Congratulations to Shiqian Wang

Thesis abstract:
Field surveys, as a traditional method for urban roadside tree inventory,is time consuming and labour-intensive, and, therefore, costly. However, more recent technology has allowed a vehicle-borne mobile laser scanning (MLS) system, driving at the speed limits on urban streets, to obtain three-dimensional (3D) georeferenced point clouds with high-density and high-accuracy. 3D MLS point clouds can be used to directly obtain3D information of roadside trees and extract geometrical information such as crown diameter, diameter at breast height (DBH : trunk diameter at 1.3 m height), and tree height. However, a variety of problems make the processing of MLS data very difficult: the large data volume, occlusions, mixed-density and irregular distribution of MLS point clouds as well as complexity of the road environment. Thus, automation of the MLS data processing is urgently needed.
The main goal of this thesis is to develop a method that can automatically extract urban roadside trees from the 3D point clouds acquired by a MLS system. The methods developed in this study consist of three parts. The first part deals with ground removal. As such, only off-ground points are used to extract trees. The second part handles tree detection by comparing four segmentation and clustering methods: the Euclidian distance clustering algorithm, the region growing segmentation method, the Normalized cut (Ncut) method, and thesupervoxel-based tree detection method. The third part focuses on automated extraction of tree geometric parameters such as tree height, DBH, and crown spread, and horizontal slices features.Finally, classification of tree species was conducted using the k-Nearest Neighbour (k-NN) and the random forests (RF) algorithm. A total of four MLS datasets (three in Xiamen, China and one in Kingston, Ontario) acquired in 2013 and 2015, respectively, were used to test the developed method. The ground truthing data of DBH estimation were obtained through manual measurement of selected roadside trees after the two MLS missions in Xiamen in the fall 2015. The field surveyed DBH values of the 163 roadside trees were used to estimate the accuracy of the proposed tree extraction method. The 200 manually labeled trees with 8 different species were selected to examine accuracy of the proposed classification method. The results show that over 90% of the roadside trees were correctly detected, with an average error of about 5% in DBH estimation when compared to the field survey, and an overall accuracy of 78% for the classification of tree species.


▸ The task
Below are the records. State how many of their lines hold the word "Imposition", and add nothing else.

═════ Data supplied ═════

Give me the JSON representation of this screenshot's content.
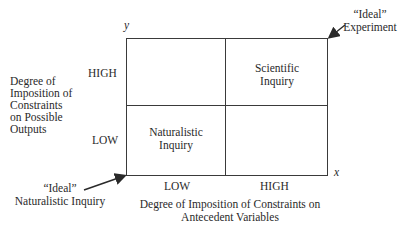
{
  "diagram": {
    "axes": {
      "y_label": "y",
      "x_label": "x",
      "y_title": [
        "Degree of",
        "Imposition of",
        "Constraints",
        "on Possible",
        "Outputs"
      ],
      "x_title": [
        "Degree of Imposition of Constraints on",
        "Antecedent Variables"
      ],
      "y_ticks": {
        "high": "HIGH",
        "low": "LOW"
      },
      "x_ticks": {
        "low": "LOW",
        "high": "HIGH"
      }
    },
    "quadrants": {
      "top_right": [
        "Scientific",
        "Inquiry"
      ],
      "bottom_left": [
        "Naturalistic",
        "Inquiry"
      ]
    },
    "annotations": {
      "ideal_experiment": [
        "“Ideal”",
        "Experiment"
      ],
      "ideal_naturalistic": [
        "“Ideal”",
        "Naturalistic Inquiry"
      ]
    },
    "colors": {
      "line": "#3a3a3a",
      "text": "#2a2a2a",
      "background": "#ffffff"
    }
  }
}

═════

▸ Expected answer
2